Babies combine the scent of their mothers with vision
The Sector > Research > Babies combine scent of their mothers and vision to understand the world around them

Babies combine scent of their mothers and vision to understand the world around them

by Freya Lucas

August 05, 2024

Babies use both the scent of their mother and visual cues from their environment to make sense of the world, researchers have found, showing that this capability first emerges at four months of age. 

 

While it has long been understood that humans combine sensory information to evaluate the world around them, particularly when one or more of their senses are insufficient on their own, it was, until now, less understood at what age this capacity developed. 

 

Researchers from the Université de Bourgogne, University of Hamburg, Université de Lyon, Institut Universitaire de France, Université de Lorraine, Centre Hospitalier de Nancy, and Centre National de la Recherche Scientifique (CNRS) tracked how and when French infants aged between four and 12 months of age use their mother’s scent to perceive faces, publishing their findings in Child Development. 

 

Results helped researchers confirm that the ability to perceive faces greatly improves between four and 12 months with younger infants benefitting the most from the presence of their mother’s odour. The research also suggests that older infants efficiently perceive faces from visual information, and they do not need to rely on other concurrent cues anymore.

 

“In previous studies, we already showed that the rapid perception of faces, which are highly relevant visual inputs for infants, is shaped by another highly salient sensory signal for them, the mother’s body odour,” Associate Professor Dr. Arnaud Leleu from the Université de Bourgogne explained.

 

“To do that, we relied on electroencephalography (EEG) and measured a face-selective neural response that is enhanced by the presence of the mother’s odour in the 4-month-old brain.”

 

“Here, our aim was to determine whether this olfactory-to-visual facilitation declines gradually as infants grow and become more efficient at perceiving faces solely from visual information, as previously shown for other associations between two senses.”

 

Researchers tested 50 infants aged from 4 to 12 months, and found that the face-selective EEG response increases and complexifies between 4 and 12 months of age, indicative of improved face perception with development. 

 

“As expected,” Dr Leleu continued, “we also found that the benefit of adding the mother’s body odour diminishes with age, confirming an inverse relation between the effectiveness of visual perception and its sensitivity to a concurrent odor.

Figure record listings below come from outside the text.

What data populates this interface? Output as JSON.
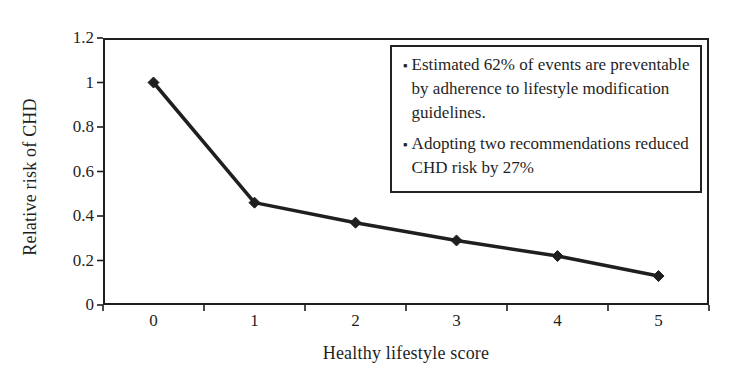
{
  "page": {
    "background": "#ffffff",
    "ink": "#1f1f1f"
  },
  "chart_data": {
    "type": "line",
    "title": "",
    "xlabel": "Healthy lifestyle score",
    "ylabel": "Relative risk of CHD",
    "categories": [
      "0",
      "1",
      "2",
      "3",
      "4",
      "5"
    ],
    "series": [
      {
        "name": "Relative risk of CHD",
        "values": [
          1.0,
          0.46,
          0.37,
          0.29,
          0.22,
          0.13
        ]
      }
    ],
    "xlim_categories": 6,
    "ylim": [
      0,
      1.2
    ],
    "yticks": [
      0,
      0.2,
      0.4,
      0.6,
      0.8,
      1,
      1.2
    ],
    "ytick_labels": [
      "0",
      "0.2",
      "0.4",
      "0.6",
      "0.8",
      "1",
      "1.2"
    ],
    "grid": false,
    "legend_position": "none",
    "marker": "diamond",
    "line_color": "#1f1f1f",
    "marker_color": "#1f1f1f",
    "axis_tick_style": "category-boundary-ticks"
  },
  "annotation_box": {
    "bullet_icon": "square-bullet",
    "items": [
      {
        "text": "Estimated 62% of events are preventable by adherence to lifestyle modification guidelines."
      },
      {
        "text": "Adopting two recommendations reduced CHD risk by 27%"
      }
    ]
  }
}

Overall, this demonstrates that visual perception actively relies on odor cues in developing infants until the visual system becomes effective by itself.”

 

A surprising finding for the researchers was that the mother’s odour has such a strong effect on the perception of various unfamiliar faces. 

 

“Of course, we should further investigate the effect of other odours,” Dr Leleu said, “but interestingly, recent studies from other groups confirmed the special status of the mother’s odour in infants by showing reduced reactions to fearful faces, higher attention toward an unfamiliar woman, and increased interbrain synchrony between the infant and that woman.”

 

“Thus, it seems like the mother’s body odour reassures the infant and promotes their interest when they encounter novel people. In other words, this primary social odour that infants learn already in the womb seems to encourage prosocial cognitions and behaviours.”

 

Access the findings in full here. Dr Leleu’s quotes in this piece were drawn from a conversation held with The Society for Research in Child Development.